May 7, 2018: announced a $1.91 billion acquisition of US business MORSCO which was funded by a $600m equity raise. The Wilson family contributed an extraordinary $300 which meant they were only diluted down from 76% to 72%, with external shareholders paying $10.20 per share for the $179m placement and $9.30 per share for the $121 million through the entitlement offer, meaning external shareholders collectively spent $300m buying 30.56 million new shares at an average $9.82.

They they bought Californian plumbing supplies business Todd & Pipe for what finished as $US170m in September 2019, so the total acquisitions expense in the US was $2.2 billion and in the latest full year it delivered EBIT of just $136m after a 23% drop from $178m in the previous year. .

Second capital raise - more dilution of the family

April 24, 2020: Reece (REH): became the first issuer to ever follow an institutional placement with an entitlement offer that was also twinned with an SPP for retail. The detail is all spelt out here but this was bold for a capital raising because it sets the precedent which says: “any company which does an institutional placement should also do an SPP on the same terms, regardless of whether there is an entitlement offer thrown into the mix as well.” Asciano is the only issuer that did a make-good SPP after a placement/entitlement combo but it wasn't at the time same. Here is the 2009 SPP outcome announcement explaining how the Asciano offer was scaled back from $290 million to $100 million but retail shareholders had still successfully topped up after the earlier dilutive placement and entitlement offer. Tellingly, then Asciano chairman Tim Poole is now deputy chair of Reece. The $647 million Reece package involved a $368 million placement at the fixed price of $7.60, which was a 12.5% discount to the last closing price of $8.69. There was also a 3-for-55 non-renounceable entitlement offer at the same price to raise $232 million and the $42 million institutional component was more than 99% subscribed. The three Wilson brothers were collectively in for their full $170 million slice of that, coming in through the $190 million retail offer. The Wilsons were diluted down from 73% to 67% by the placement and a little further by the SPP. The 4,894 eligible Reece retail shareholders had a theoretical maximum take-up of $147 million in the SPP which wasn't capped. In the end, 1,991 of them applied for $47 million worth of SPP shares with an average application of $23,600 and a healthy take up rate of 40.6%. The $20 million retail entitlement offer (ex Wilsons) also had unlimited overs. See outcome announcement. This capital raising also had the effect of catapulting Reece from not even being in the ASX300 in June 2020, to membership of the ASX100 by the end of 2020, forcing index funds to drive the stock higher.

This means non-Wilson shareholders contributed $477 million buying 62.76 million shares at $7.60, combined that with the 2018 raise and public investors contributed $777 million for the dud US expansion at an average price of $8.33. Australian Super was the biggest backer of the raise emerging as a substantial shareholder with 5% in 2020 and retaining the position to this day.
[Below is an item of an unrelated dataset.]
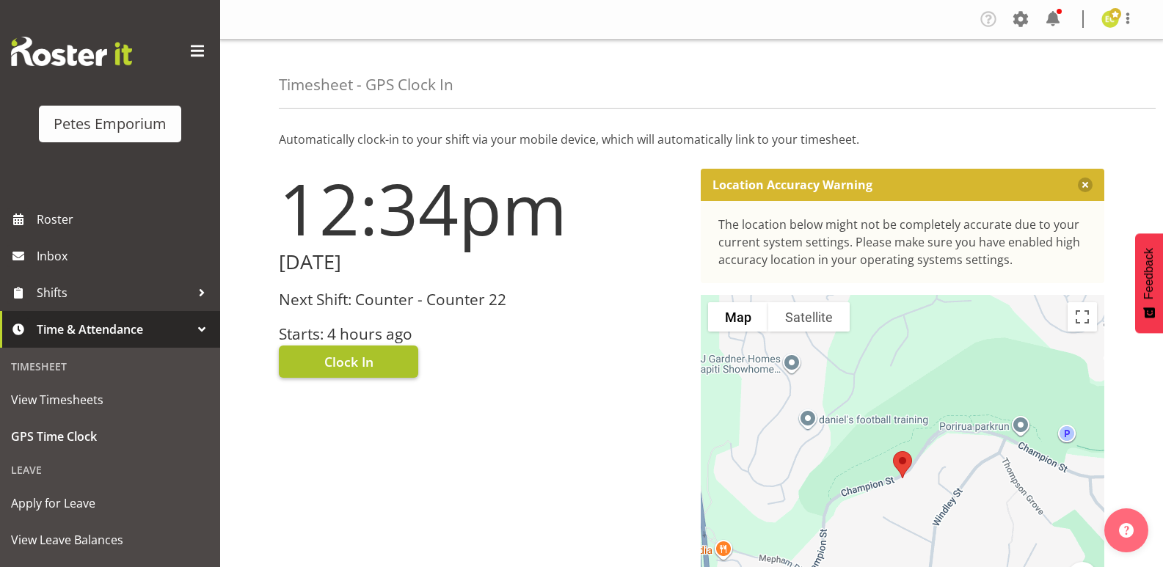 The width and height of the screenshot is (1163, 567). I want to click on span: Inbox, so click(125, 256).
Will they vote to cause a rem strike at the upcoming AGM?

Reece was added to the ASX300 in September 2020 and then added to both the ASX200 and the ASX100 3 months later on December 21, 2020, meaning it had gone from not even being in the 300 to being in the 100 in just 3 months. This had a profound effect on the stock after index funds were forced to buy.

The stock peaked at $29.38 in September 2024 so it has fallen by nearly two-thirds top to bottom. The family still own 56% (suspect it's higher as don't trust this number) so they are in danger of being booted out of the ASX100 given the limited free float.

How much debt is the Wilson family carrying. They've never sold a share and collectively spent $300m buying shares at $9.30 in 2018 and then a further $170 million at $7.60 in April 2020. Did they go into debt with that $470m cash injection over two years? Maybe, but they've received more than $500m in dividends since then, so their controlling stake should be debt free and Reece itself is only carrying net debt of $590m in the latest results. This means both the family and company balance sheets are fine, why aren't both buying the stock if it is has been so unfairly oversold?